Melba sighed. “I don’t know. As much as he’s forthcoming about everyone else’s business, he’s extremely clammy about his own.”
Mentally, Dessa added two more items to her to-do list: find the Kane curser, and bribe Richard to let go of his curse, or whatever it was chaining him to the mortal plane. “Are the curses documented in our records anywhere?”
“Only when people admit to them,” Melba said. “Usually the reason for the curse is just as bad as the curse itself so—”
Shouting erupted from the main lobby, and Dessa frowned before peeking out of the conference room. She tried to calculate the odds that she could sidestep whatever newest crisis was blossoming here and let Arthur handle it. Because she seriously needed a breather.
Once again, a Vampire and a Werewolf were seething in the middle of the office, but this time, they both seemed to be shouting in tandem at Arthur.
“Get off your bony backside and do something!” the tall Vampire shouted, looking ready to vault over the desk and throttle Arthur himself.
Arthur sat back and crossed his arms over his solid black tie. “Did you inform Deputy Werach in the enforcement office?”
“We did and his secretary said we had to wait until next week for an open spot in his calendar,” the blond Werewolf snarled.
Dessa vaguely recognized her as one of the guards that had been at Carly’s room, and she was fairly sure the Vampire had driven her back from Jean Marc’s house the previous week.
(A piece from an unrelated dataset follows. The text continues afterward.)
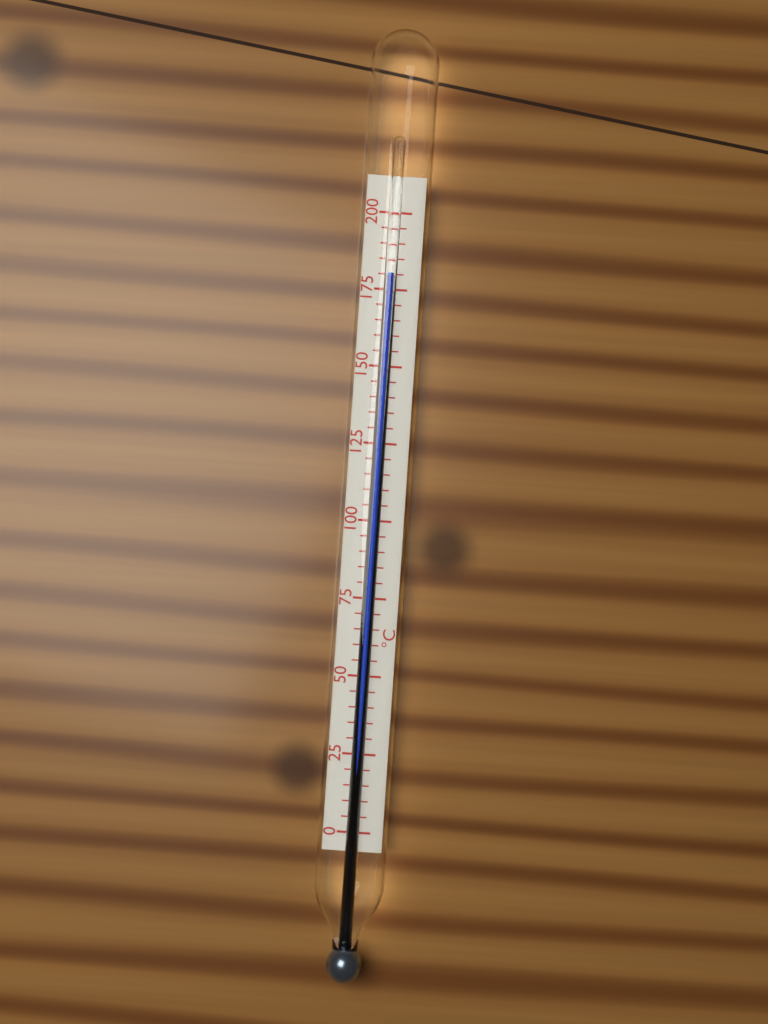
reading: 180 °C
But what were they doing here?
“And what do you expect the records office to do?” Arthur asked, his granite stare sliding from one to the other with admirable calm. “Our acting lead was already hurt twice trying to solve problems that were not her job.”
Meanwhile, Richard and Noah watched from the couch as if they needed popcorn. Before the end of the day, half the town would probably hear about this little confrontation, but at least they weren’t actively making the situation worse.
“Contact someone helpful, or I don’t know, maybe even send someone before this town erupts into a bloodbath,” the Werewolf snapped, her claws extending as she leaned over Arthur’s monitor. “Starting with you.”
“Okay, what’s going on?” Dessa stepped into the room, not at all prepared for another round of dramatics, and at the same time not able to help herself. “Is Carly okay?”
The Vampire turned toward her with a dramatic show of relief. “Oh thank mercy. Someone reasonable. Carly is fine.”
“But Rhett and Brynn both went missing yesterday morning and there are signs of violence,” the Werewolf added, her claws receding, if only a little.
Dessa’s stomach dropped like an anvil, her ears buzzing as she scanned the office––the office every one of the victims could be connected to. Apparently, she didn’t have to decide to jump into this newest problem after all.
Because they were already in the middle of it.